Mommy, What is a Profit Margin?
I’m sure you’ve seen the headlines. “Exxon reports record profits!” “Exxon reaps $10 billion in profit for the quarter!”
This news has prompted a bunch of Democrat politicians to suggest, you guessed it, increased taxes on gas to punish the oil companies, once again proving that the “D” after their name represents the grade they got for sleeping through Economics 101. Who do you think will pay if taxes are levied against gas companies? Why… people who buy gas. Shocking!
And of course, the whole business of “windfall profits” is extremely misleading in the first place.
“It doesn’t look like they made money off the storms,” said Tina Vital, who covers the oil industry for Standard & Poor’s. “They made money off of high oil and natural gas prices.”
Indeed, some of the firms — including Exxon Mobil — have reported lower profit margins in their retail operations than Wall Street expected, Vital said.
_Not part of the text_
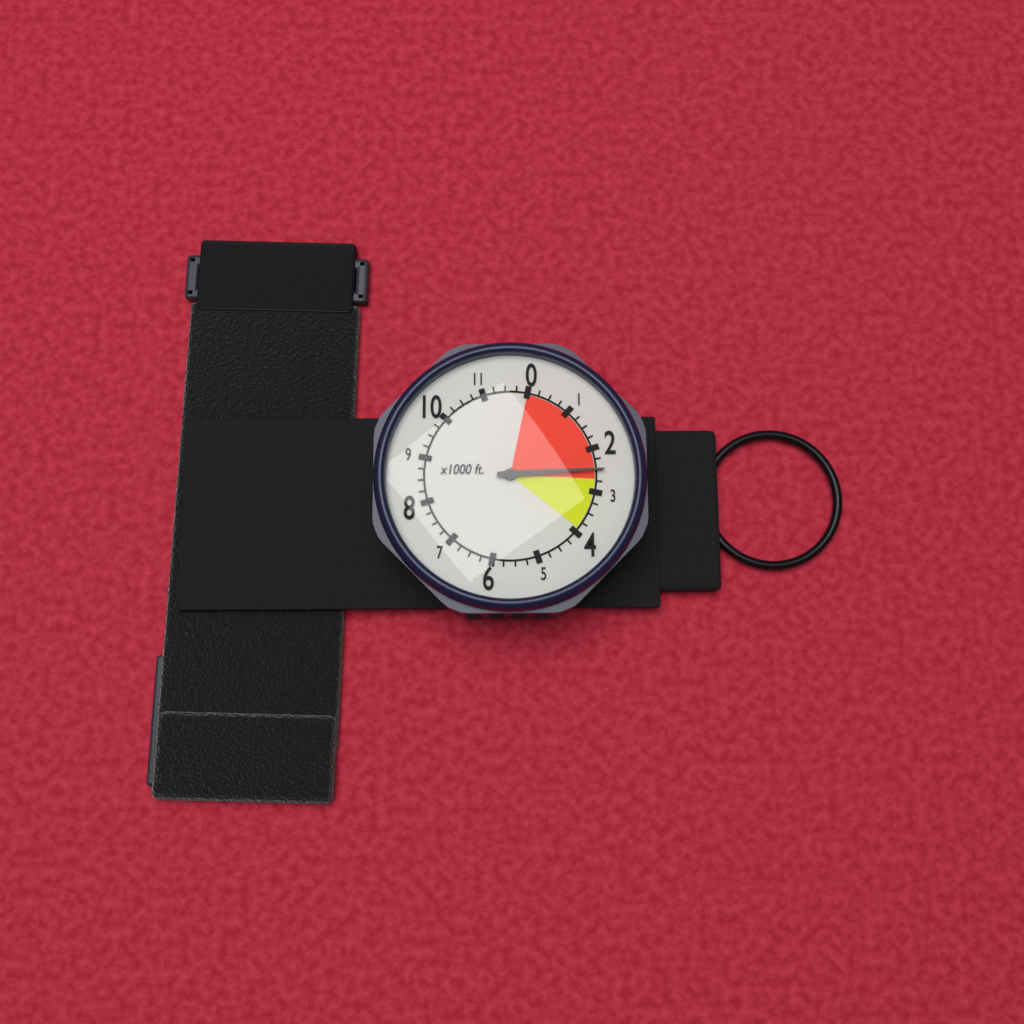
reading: 2500 ft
That suggests those companies didn’t pass on to customers the full crude-oil price increase, keeping gasoline prices at their service stations lower than they might have been.
“It does appear that they ate a bit of the cost on the marketing side,” she said.
To be sure, the industry’s profit margins have swelled in recent years. But that increase has roughly followed, and even lagged, the rise in crude oil prices.
Got that? Oil companies kept prices low by reducing their profit margins. Of course, that’s not a headline that would sell newspapers. People need to be frightened by big scary words like “PROFIT!”
Update: On every gallon of gasoline made, the government makes twice as much money as the oil companies.